Updated

Prosecutors will unseal an indictment against the captain and pilot in last year's Staten Island ferry (search) crash on charges that include 11 counts of manslaughter, law enforcement sources said Tuesday.

Richard Smith (search), an assistant captain who piloted the Staten Island ferry that crashed last year and killed 11 people, is expected to plead guilty Wednesday, when prosecutors announce the results of their 10-month investigation.

Smith is scheduled to enter a guilty plea in federal court in Brooklyn (search), according to the calendar for Chief Judge Edward Korman. The calendar does not specify the charge, and Smith's lawyer declined to comment Tuesday.

In addition to Smith, the indictment names Michael Gansas (search) -- the ferry's captain -- and other ferry personnel as defendants, law enforcement sources said. A physician who treated Smith before the accident also faces charges, said one of the sources.

The sources, who spoke on condition of anonymity, refused to give further details.

The ferry slammed into a concrete pier on Staten Island after it crossed New York Harbor from Manhattan on the afternoon of Oct. 15. The accident injured dozens of people and led to billions of dollars in civil claims.

Investigators said Gansas violated procedure by not being in the wheelhouse during docking, when Smith lost control of the vessel. Smith said after the crash that he had passed out at the controls.

The Andrew J. Barberi ferry ran into the maintenance pier several hundred yards from the St. George passenger terminal, tearing open a 250-foot-long gash extending eight feet into its hull.

Gansas has offered mismanagement as a defense, and the criminal investigation expanded its focus in the months after the crash from the crew to high-ranking ferry officials and whether they neglected safety rules so grievously that they committed crimes.

Investigators have examined the actions of director of ferry operations Patrick Ryan and port captains Joseph Ecock and John Mauldin. The three men's attorneys said Tuesday that they had received no notice that their clients would be indicted, and they declined to comment on the investigation.

Each of the city's ferries has two wheelhouses, one facing Staten Island, the other Manhattan. Gansas' lawyers say ferry crews were never notified of a 2001 rule requiring the captain to be in the port-facing wheelhouse during docking. Other crew members have agreed.

An attorney for Gansas declined to comment Tuesday.

The crash revealed serious problems with safety rules on the ferries, and the city has revamped its procedures in response.

A woman who was injured in the ferry crash settled with the city last month for $1.125 million, the largest deal reached so far. Laura Diaz, 41, who was on her way home from work as a court clerk, fractured her femur and pelvis and has yet to return to her job.

The settlement was the 33rd reached with the city in connection to the crash. The other 32 had totaled around $600,000.

The city ferry fleet shuttles about 70,000 people a day between Staten Island and Manhattan, a 5.2-mile trip that takes about 25 minutes.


■ Exercise details
Could you give the entries back exactly as they stand, minus any pictures?

═════ Dataset extract ═════

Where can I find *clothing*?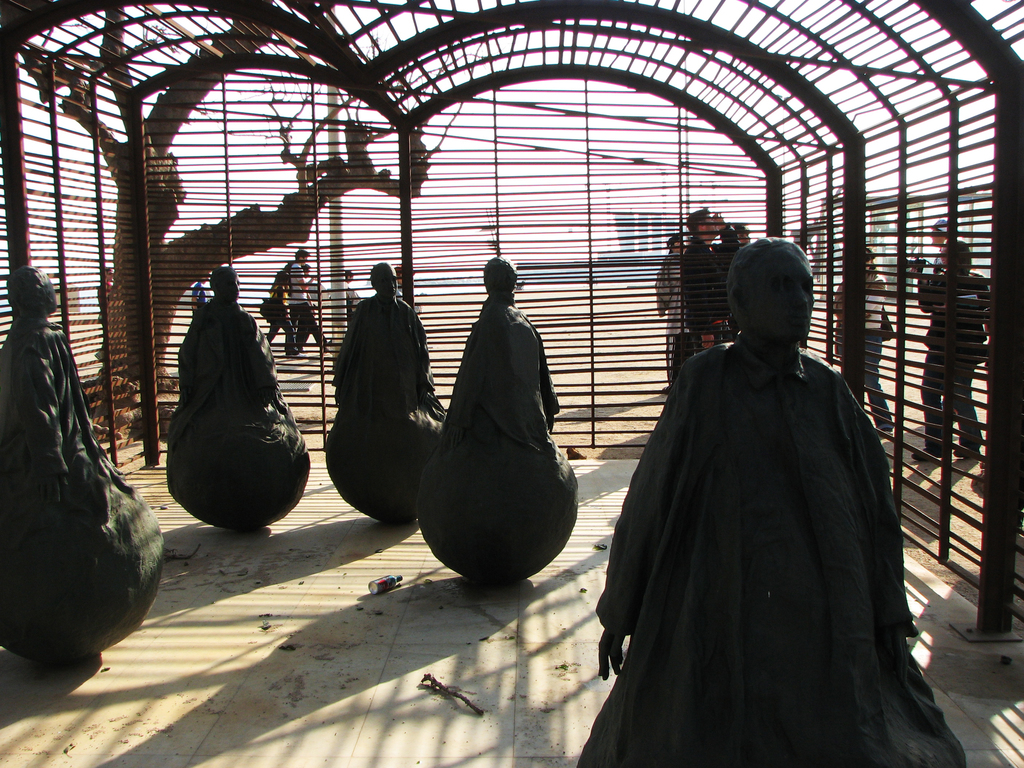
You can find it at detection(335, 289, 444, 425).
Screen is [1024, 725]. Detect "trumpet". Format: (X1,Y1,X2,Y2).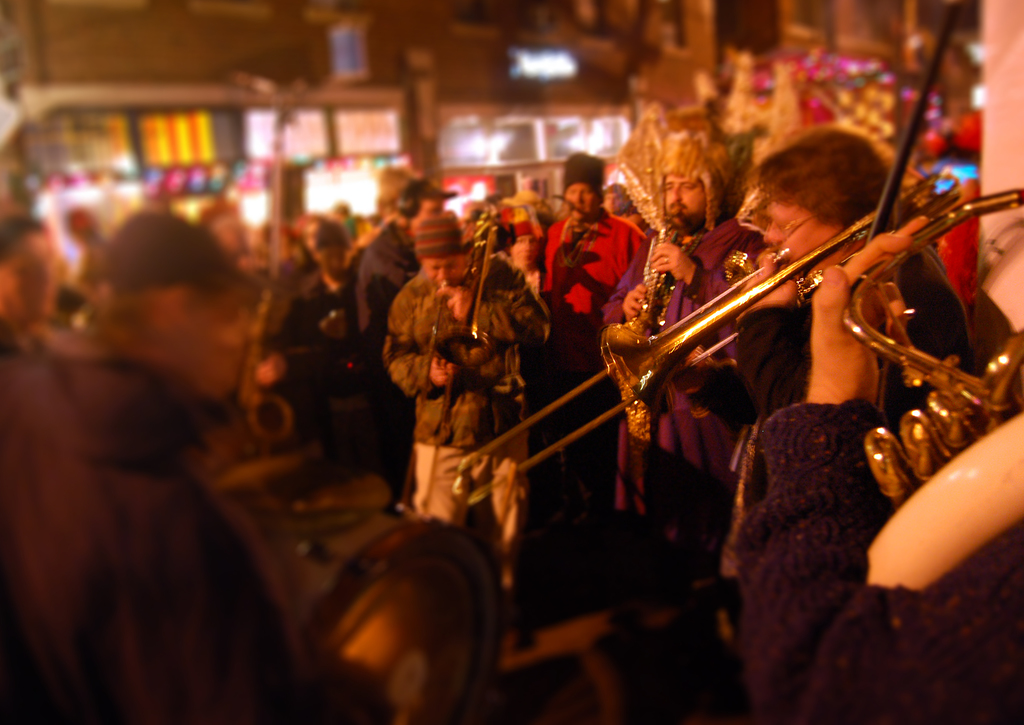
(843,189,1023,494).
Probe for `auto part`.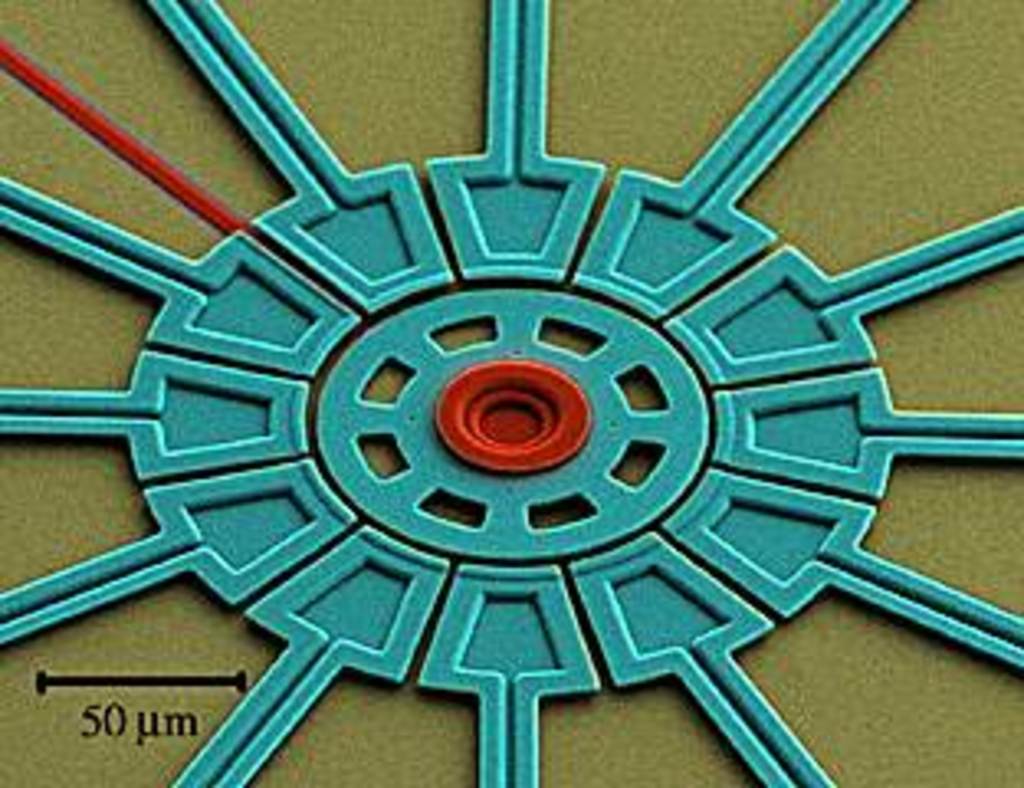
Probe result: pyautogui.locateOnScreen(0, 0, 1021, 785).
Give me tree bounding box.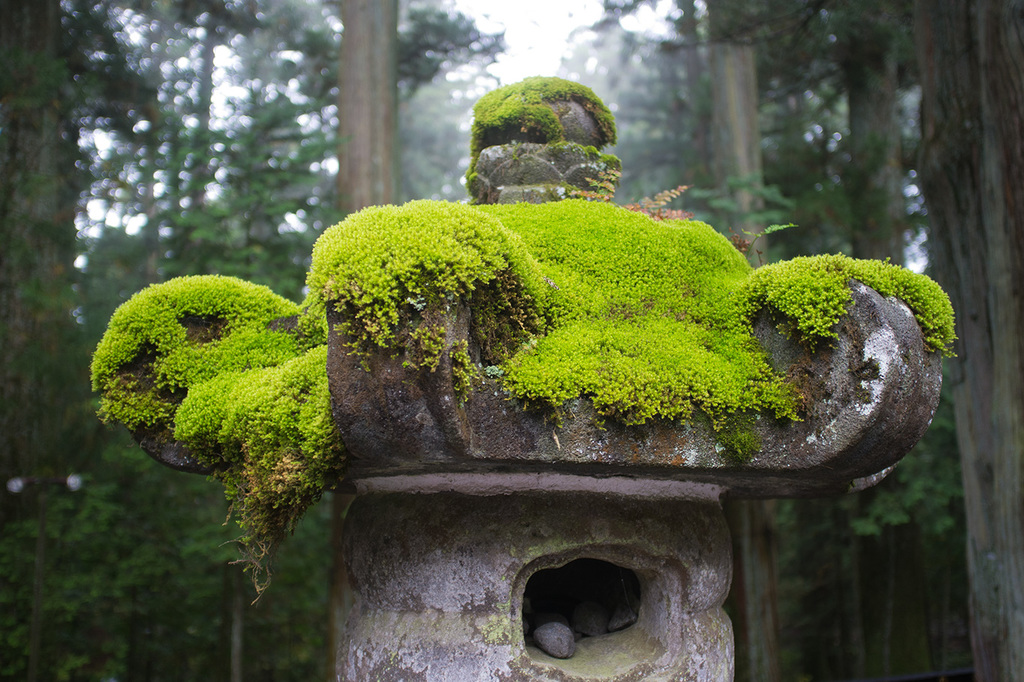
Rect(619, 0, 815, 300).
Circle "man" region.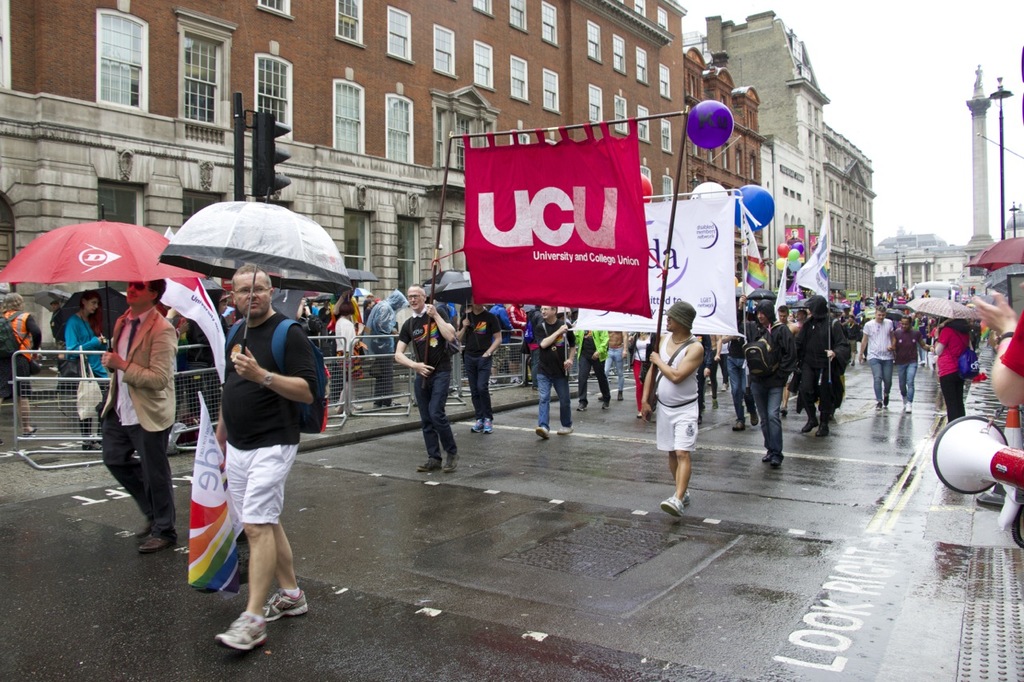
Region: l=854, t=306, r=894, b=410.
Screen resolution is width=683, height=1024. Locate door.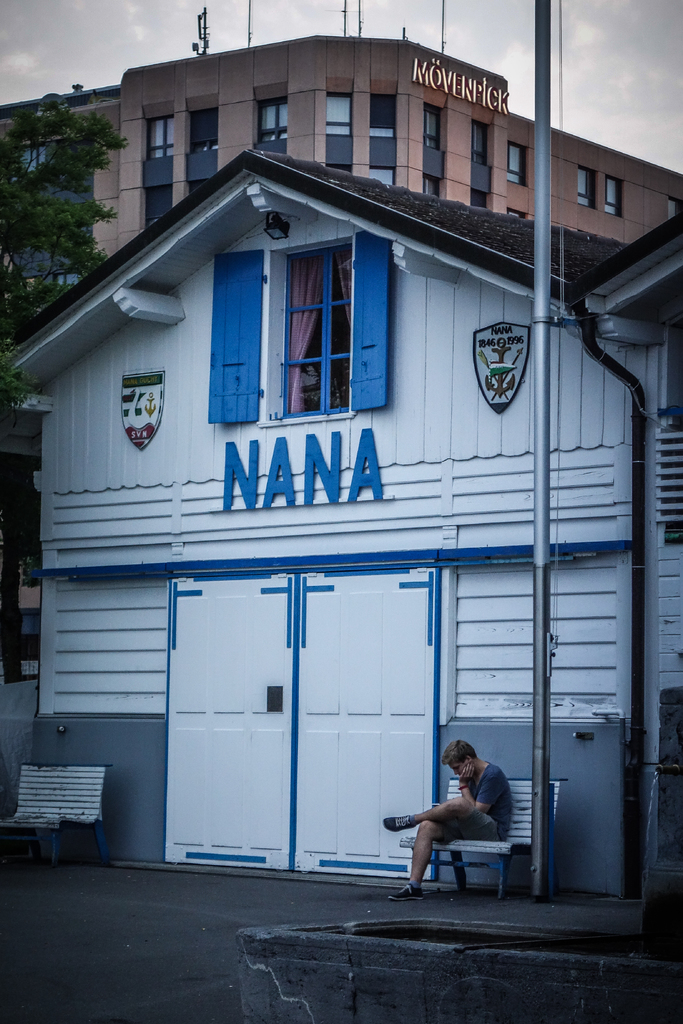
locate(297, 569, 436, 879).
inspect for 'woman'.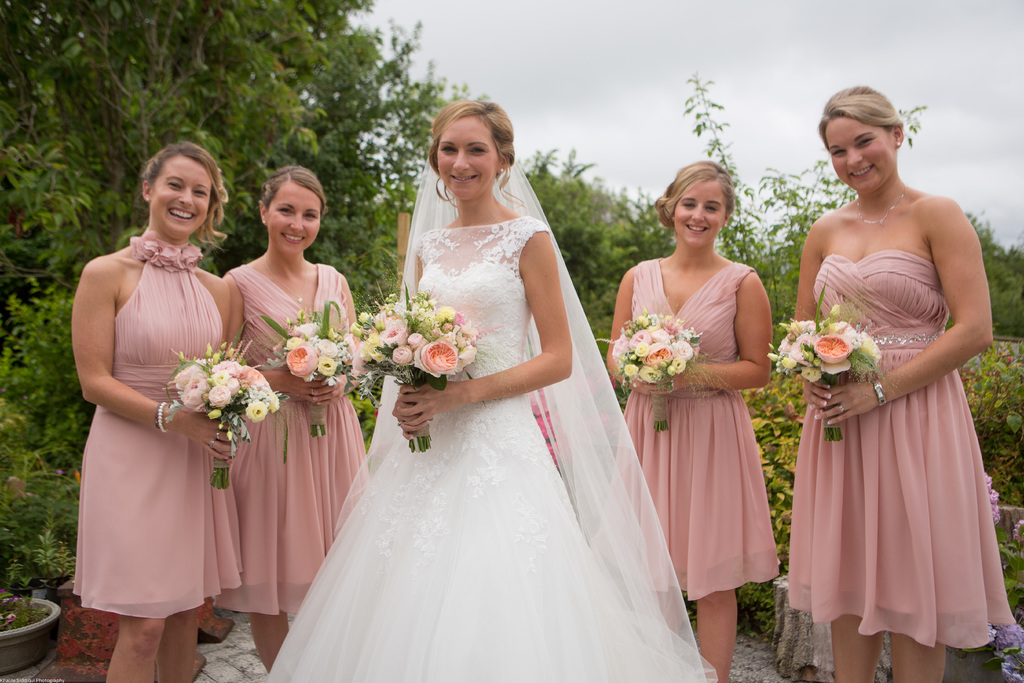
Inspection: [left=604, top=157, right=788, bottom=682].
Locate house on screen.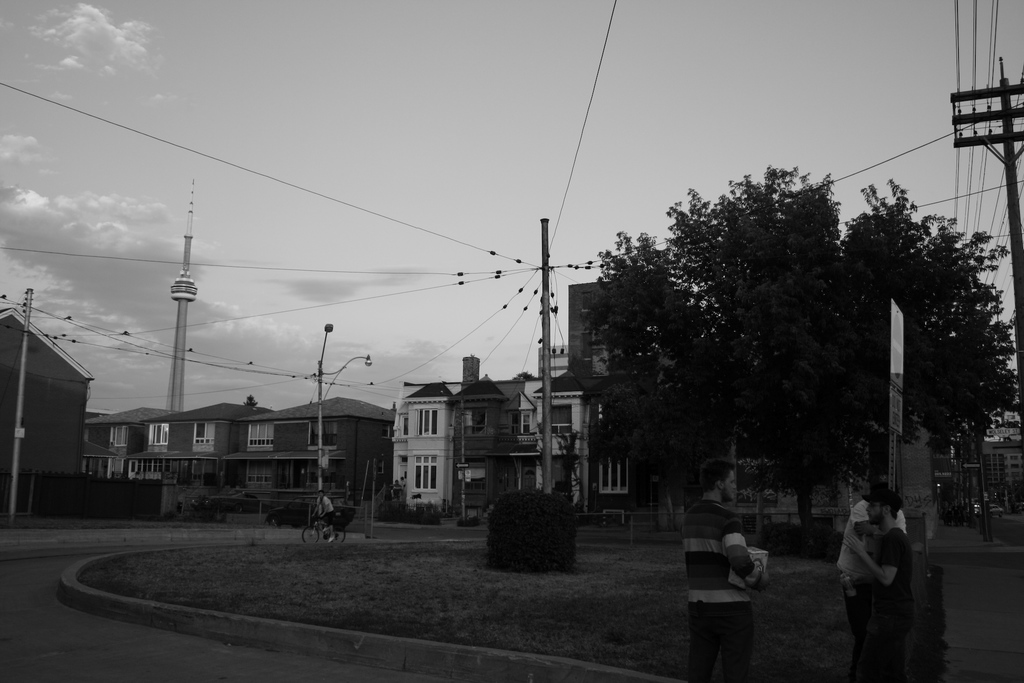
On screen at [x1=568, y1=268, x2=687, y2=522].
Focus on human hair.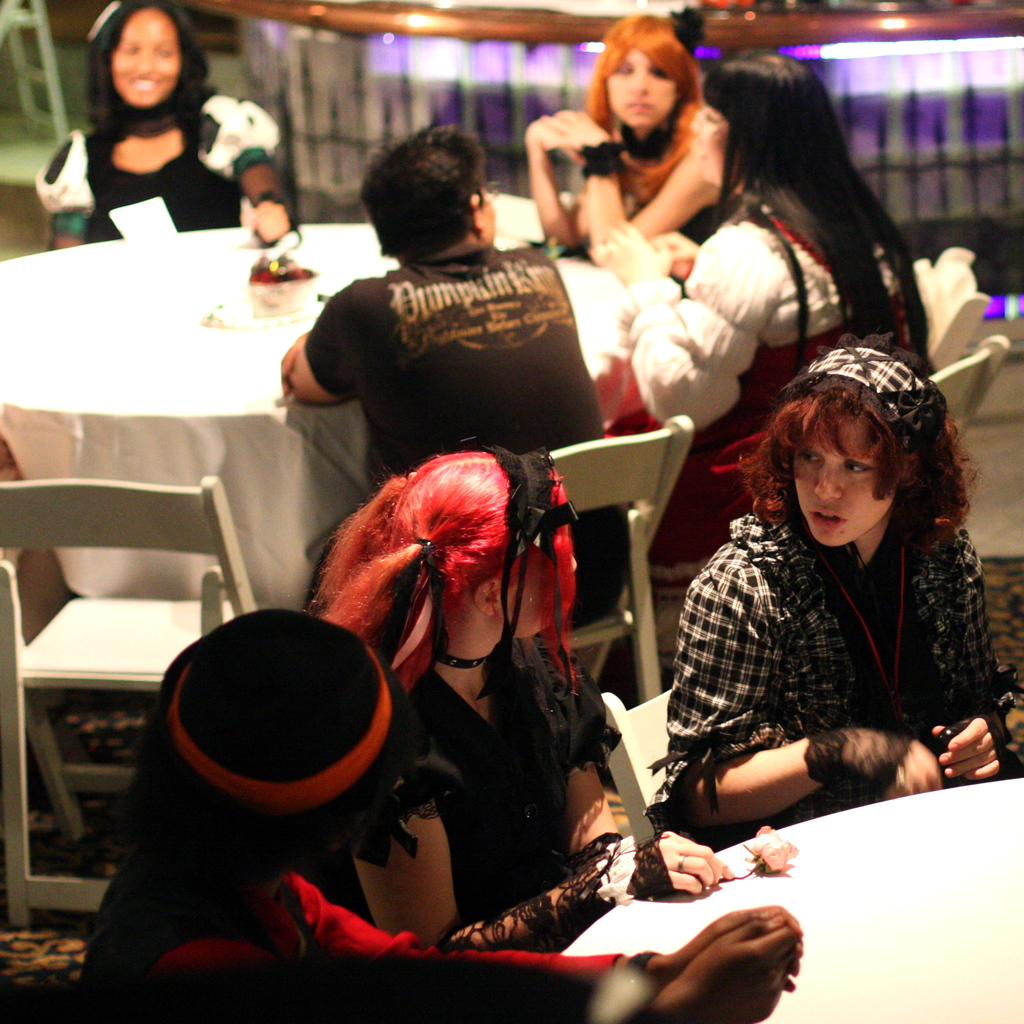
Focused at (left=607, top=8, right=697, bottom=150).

═════

■ Result of the task
Where can I find *clothing*?
You can find it at detection(335, 289, 444, 425).
Screen is [1024, 725]. Detect "trumpet". Format: (X1,Y1,X2,Y2).
(843,189,1023,494).
Probe for `auto part`.
Probe result: pyautogui.locateOnScreen(0, 0, 1021, 785).
Give me tree bounding box.
Rect(619, 0, 815, 300).
Circle "man" region.
Region: l=854, t=306, r=894, b=410.
Screen resolution is width=683, height=1024. Locate door.
locate(297, 569, 436, 879).
inspect for 'woman'.
Inspection: [left=604, top=157, right=788, bottom=682].
Locate house on screen.
On screen at [x1=568, y1=268, x2=687, y2=522].
Focus on human hair.
Focused at (left=607, top=8, right=697, bottom=150).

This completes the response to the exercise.